UK hair loss statistics
Hair loss is far more common than most people realise — and a lot of the figures quoted online are made up. Here are the numbers that actually stand up, each cited to its source: the NHS, the clinical reference StatPearls, and the British Journal of Dermatology.
If you are losing your hair, the first comfort is simply how normal it is. The figures below are drawn from authoritative medical sources, not marketing — and you are welcome to cite them (a link back to this page is appreciated).
What the numbers mean
Two things stand out. First, pattern hair loss is the rule, not the exception — by midlife around half of men are affected, and it is far more common in women than most assume. Second, it is rarely "just cosmetic": the research consistently shows a real impact on confidence and mood, which is exactly why having genuine options matters. If you want the causes explained plainly, see why hair loss happens; for medical and alopecia-related loss, see hair systems for alopecia.
Where a hair system fits
Whatever the cause or stage, a hair system restores a full, natural head of hair without surgery — including the cases other options cannot help, such as total loss from alopecia. You can estimate the cost for your situation with our cost calculator, or work out your stage of loss with the Norwood scale guide.
Sources
• NHS — Hair loss.
• Wolverton et al., Androgenetic Alopecia — StatPearls (NCBI Bookshelf).
• Lifetime incidence and healthcare disparities in alopecia areata: a UK population-based cohort study, British Journal of Dermatology, 2024.
• Alopecia UK.
Whatever the statistics say, your hair is personal
Come and talk it through at a free, private consultation — no pressure, just honest options for your situation.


WHAT IS EXPECTED:
The full set of entries has to be output exactly.

THE INPUT:
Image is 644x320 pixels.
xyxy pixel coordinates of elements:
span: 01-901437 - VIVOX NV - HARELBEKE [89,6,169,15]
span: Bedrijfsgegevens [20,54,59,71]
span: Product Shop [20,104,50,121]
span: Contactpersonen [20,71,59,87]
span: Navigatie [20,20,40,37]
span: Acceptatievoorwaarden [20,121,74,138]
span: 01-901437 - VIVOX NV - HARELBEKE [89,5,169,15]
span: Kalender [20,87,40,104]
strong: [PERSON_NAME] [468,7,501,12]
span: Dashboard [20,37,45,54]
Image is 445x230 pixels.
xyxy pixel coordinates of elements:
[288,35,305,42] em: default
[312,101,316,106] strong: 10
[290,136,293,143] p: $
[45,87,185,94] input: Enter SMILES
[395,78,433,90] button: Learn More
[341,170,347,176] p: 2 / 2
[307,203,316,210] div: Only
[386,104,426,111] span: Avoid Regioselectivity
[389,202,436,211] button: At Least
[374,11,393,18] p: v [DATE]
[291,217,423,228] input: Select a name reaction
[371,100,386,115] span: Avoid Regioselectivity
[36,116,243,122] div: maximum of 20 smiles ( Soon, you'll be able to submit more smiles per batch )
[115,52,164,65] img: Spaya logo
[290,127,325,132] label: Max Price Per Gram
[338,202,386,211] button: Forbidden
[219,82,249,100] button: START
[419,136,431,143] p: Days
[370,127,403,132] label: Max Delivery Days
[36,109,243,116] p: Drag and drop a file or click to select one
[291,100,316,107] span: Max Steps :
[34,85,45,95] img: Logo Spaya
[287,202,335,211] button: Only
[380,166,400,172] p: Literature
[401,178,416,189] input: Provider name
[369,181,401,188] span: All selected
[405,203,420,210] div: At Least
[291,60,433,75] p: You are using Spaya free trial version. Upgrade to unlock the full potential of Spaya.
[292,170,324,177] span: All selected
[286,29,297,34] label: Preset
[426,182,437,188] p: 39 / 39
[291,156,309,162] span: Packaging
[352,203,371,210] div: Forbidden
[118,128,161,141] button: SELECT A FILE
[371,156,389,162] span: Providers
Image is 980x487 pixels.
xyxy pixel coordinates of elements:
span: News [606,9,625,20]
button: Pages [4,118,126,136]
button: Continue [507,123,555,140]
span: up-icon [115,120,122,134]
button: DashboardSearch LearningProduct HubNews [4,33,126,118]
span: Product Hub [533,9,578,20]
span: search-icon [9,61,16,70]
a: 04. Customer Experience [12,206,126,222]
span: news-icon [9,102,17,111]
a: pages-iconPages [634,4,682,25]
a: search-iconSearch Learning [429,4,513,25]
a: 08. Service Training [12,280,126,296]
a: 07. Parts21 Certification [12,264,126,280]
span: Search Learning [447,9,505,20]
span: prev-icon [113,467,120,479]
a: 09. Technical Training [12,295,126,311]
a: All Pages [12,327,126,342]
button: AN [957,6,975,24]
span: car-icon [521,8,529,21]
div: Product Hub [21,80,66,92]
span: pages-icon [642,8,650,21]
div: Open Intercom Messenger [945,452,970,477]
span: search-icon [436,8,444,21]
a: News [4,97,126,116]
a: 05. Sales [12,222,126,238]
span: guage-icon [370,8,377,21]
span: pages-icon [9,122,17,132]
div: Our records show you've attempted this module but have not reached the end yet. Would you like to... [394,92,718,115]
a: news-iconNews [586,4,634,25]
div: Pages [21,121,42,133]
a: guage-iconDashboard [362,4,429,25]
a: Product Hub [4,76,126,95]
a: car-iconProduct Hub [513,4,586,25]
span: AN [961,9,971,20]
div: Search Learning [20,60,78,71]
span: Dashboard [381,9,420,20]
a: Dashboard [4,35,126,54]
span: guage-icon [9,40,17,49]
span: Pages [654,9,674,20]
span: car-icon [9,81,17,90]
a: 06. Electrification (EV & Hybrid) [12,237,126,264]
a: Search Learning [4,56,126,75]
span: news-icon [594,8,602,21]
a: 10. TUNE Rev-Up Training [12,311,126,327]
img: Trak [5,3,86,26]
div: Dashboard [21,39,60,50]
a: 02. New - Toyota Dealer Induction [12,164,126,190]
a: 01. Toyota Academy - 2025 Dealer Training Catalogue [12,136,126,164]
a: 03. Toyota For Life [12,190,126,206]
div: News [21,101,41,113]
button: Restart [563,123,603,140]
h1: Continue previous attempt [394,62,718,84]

RESPONSE TO THIS EXERCISE:
Image is 644x320 pixels.
xyxy pixel coordinates of elements:
span: 01-901437 - VIVOX NV - HARELBEKE [89,6,169,15]
span: Bedrijfsgegevens [20,54,59,71]
span: Product Shop [20,104,50,121]
span: Contactpersonen [20,71,59,87]
span: Navigatie [20,20,40,37]
span: Acceptatievoorwaarden [20,121,74,138]
span: 01-901437 - VIVOX NV - HARELBEKE [89,5,169,15]
span: Kalender [20,87,40,104]
strong: [PERSON_NAME] [468,7,501,12]
span: Dashboard [20,37,45,54]
Image is 445x230 pixels.
xyxy pixel coordinates of elements:
[288,35,305,42] em: default
[312,101,316,106] strong: 10
[290,136,293,143] p: $
[45,87,185,94] input: Enter SMILES
[395,78,433,90] button: Learn More
[341,170,347,176] p: 2 / 2
[307,203,316,210] div: Only
[386,104,426,111] span: Avoid Regioselectivity
[389,202,436,211] button: At Least
[374,11,393,18] p: v [DATE]
[291,217,423,228] input: Select a name reaction
[371,100,386,115] span: Avoid Regioselectivity
[36,116,243,122] div: maximum of 20 smiles ( Soon, you'll be able to submit more smiles per batch )
[115,52,164,65] img: Spaya logo
[290,127,325,132] label: Max Price Per Gram
[338,202,386,211] button: Forbidden
[219,82,249,100] button: START
[419,136,431,143] p: Days
[370,127,403,132] label: Max Delivery Days
[36,109,243,116] p: Drag and drop a file or click to select one
[291,100,316,107] span: Max Steps :
[34,85,45,95] img: Logo Spaya
[287,202,335,211] button: Only
[380,166,400,172] p: Literature
[401,178,416,189] input: Provider name
[369,181,401,188] span: All selected
[405,203,420,210] div: At Least
[291,60,433,75] p: You are using Spaya free trial version. Upgrade to unlock the full potential of Spaya.
[292,170,324,177] span: All selected
[286,29,297,34] label: Preset
[426,182,437,188] p: 39 / 39
[291,156,309,162] span: Packaging
[352,203,371,210] div: Forbidden
[118,128,161,141] button: SELECT A FILE
[371,156,389,162] span: Providers
Image is 980x487 pixels.
xyxy pixel coordinates of elements:
span: News [606,9,625,20]
button: Pages [4,118,126,136]
button: Continue [507,123,555,140]
span: up-icon [115,120,122,134]
button: DashboardSearch LearningProduct HubNews [4,33,126,118]
span: Product Hub [533,9,578,20]
span: search-icon [9,61,16,70]
a: 04. Customer Experience [12,206,126,222]
span: news-icon [9,102,17,111]
a: pages-iconPages [634,4,682,25]
a: search-iconSearch Learning [429,4,513,25]
a: 08. Service Training [12,280,126,296]
a: 07. Parts21 Certification [12,264,126,280]
span: Search Learning [447,9,505,20]
span: prev-icon [113,467,120,479]
a: 09. Technical Training [12,295,126,311]
a: All Pages [12,327,126,342]
button: AN [957,6,975,24]
span: car-icon [521,8,529,21]
div: Product Hub [21,80,66,92]
span: pages-icon [642,8,650,21]
div: Open Intercom Messenger [945,452,970,477]
span: search-icon [436,8,444,21]
a: News [4,97,126,116]
a: 05. Sales [12,222,126,238]
span: guage-icon [370,8,377,21]
span: pages-icon [9,122,17,132]
div: Our records show you've attempted this module but have not reached the end yet. Would you like to... [394,92,718,115]
a: news-iconNews [586,4,634,25]
div: Pages [21,121,42,133]
a: guage-iconDashboard [362,4,429,25]
a: Product Hub [4,76,126,95]
a: car-iconProduct Hub [513,4,586,25]
span: AN [961,9,971,20]
div: Search Learning [20,60,78,71]
span: Dashboard [381,9,420,20]
a: Dashboard [4,35,126,54]
span: guage-icon [9,40,17,49]
span: Pages [654,9,674,20]
span: car-icon [9,81,17,90]
a: 06. Electrification (EV & Hybrid) [12,237,126,264]
a: Search Learning [4,56,126,75]
span: news-icon [594,8,602,21]
a: 10. TUNE Rev-Up Training [12,311,126,327]
img: Trak [5,3,86,26]
div: Dashboard [21,39,60,50]
a: 02. New - Toyota Dealer Induction [12,164,126,190]
a: 01. Toyota Academy - 2025 Dealer Training Catalogue [12,136,126,164]
a: 03. Toyota For Life [12,190,126,206]
div: News [21,101,41,113]
button: Restart [563,123,603,140]
h1: Continue previous attempt [394,62,718,84]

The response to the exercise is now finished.